My sympathy goes to the teacher. I myself am a teacher; I am the son of teachers, and I do not want anything I say subsequently to be taken as a sort of general attack upon the teaching profession.
These three quotations I think should suffice to indicate that I am not making a slashing and all-out attack on the teachers for the situation in relation to corporal punishment in our schools.
I quote one final passage from the Seanad debate of June 30th, 1955, when I said at column 105:
I should like to ask also what is the teacher to do? We know that they are teaching sometimes close on 60 to 70 children in overcrowded conditions. We know that many of them are under-trained teachers. We know that most of them are underpaid. We know that there are no recreational facilities for the children. That is all very true, but is this the fault of the children of six and upwards in the schools? Why should these children pay for neglect of duty by the Department, by the Minister, by society, by all of us, and pay dearly for it, in terms of pain and fear and tears?
I think I have demonstrated therefore that Senator McAuliffe was less than just when he accuses me of making constant attacks on national teachers. Clearly I did not make general attacks on national teachers, and I never have.
Senator McAuliffe thinks it is a slur on or an insult to the teacher to say: "Do not box this child's ear or pull his hair". I would ask him to consider whether it is an insult, for instance, to the country folk to say: "Do not make poteen". Is it an insult to a factory to say: "Do not have insanitary premises or unsafe machines"? Do they feel offended if we pass legislation and post up rules for safety regulations in factories? Is it an insult to a motorist to say: "Do not drink" or "Do not exceed 30 miles an hour in a built-up area"? No insult is involved; no slur is intended and the same applies to rules for school discipline.
Senator McAuliffe also referred to "Constance O'Connell type of propaganda". Propaganda is properly defined, I think, in the American phrase, as "The other side put so well that it makes you mad". What in fact have Mr. and Mrs. O'Connell, and the School Children's Protection Association which they helped to found, done? What they did primarily, and the major impact and import of their work, was quite simply to make the Rules widely known to the parents. They have said all along—and I differ from them in degree—that all they wanted was the application of the Rules. They did not want abolition.
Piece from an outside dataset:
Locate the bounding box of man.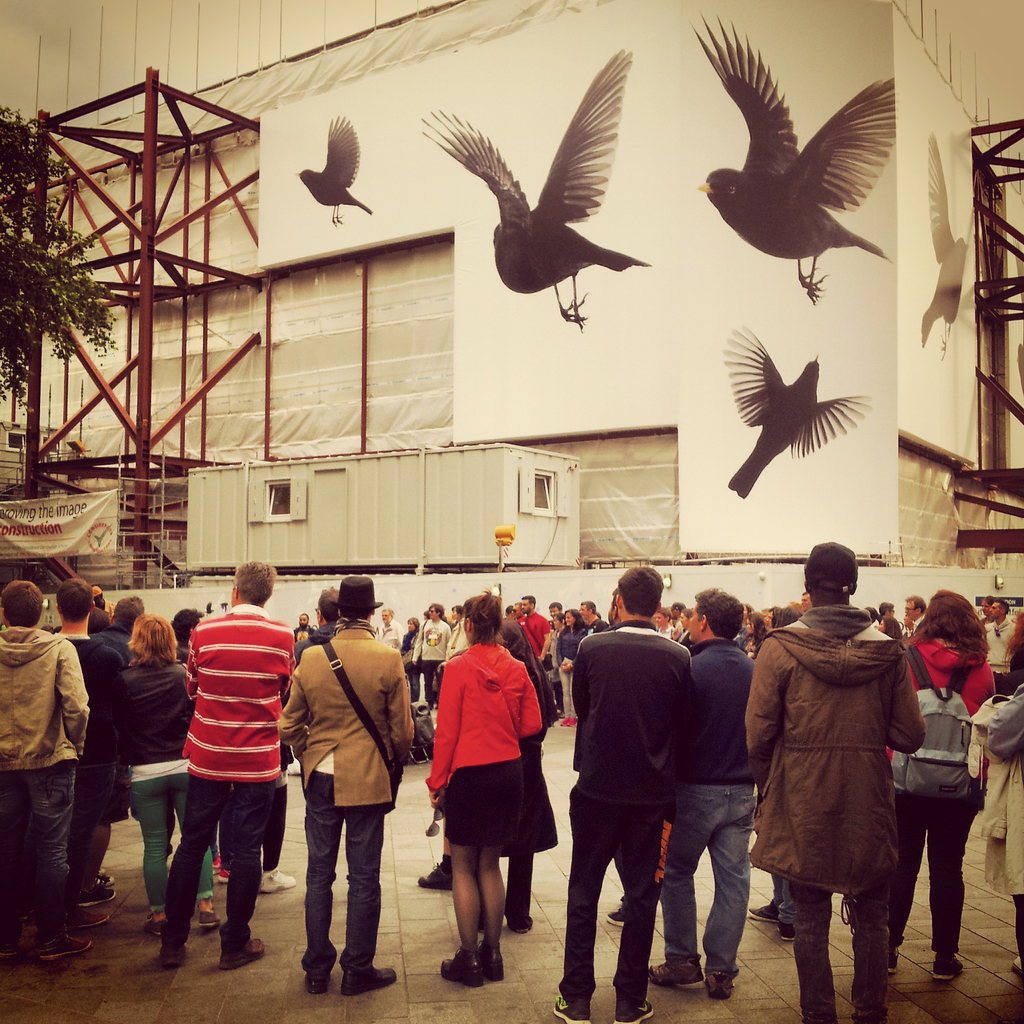
Bounding box: region(741, 543, 946, 1009).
They made the Rules widely known to parents, and this is regarded by some as not merely making the Rules widely known but necessarily also making it widely known that the Rules were being widely broken. Therefore it seemed to be concluded that since now the Rules were known and it was now widely known that they were being broken, the only action the Minister could take was to have the Rules changed. If only the School Children's Protection Organisation and Mr. and Mrs. O'Connell had kept quiet, then the Rules need not have been changed, because though they were in fact being broken with impunity but most parents would have been none the wiser.
The strap, under the new dispensation, is now permitted, and its use need no longer be confined to the hand. I do not know whether the Seanad have seen the strap, the sort of current article, but I have one of them here and I do not know whether the House would consider it a dangerous instrument or not.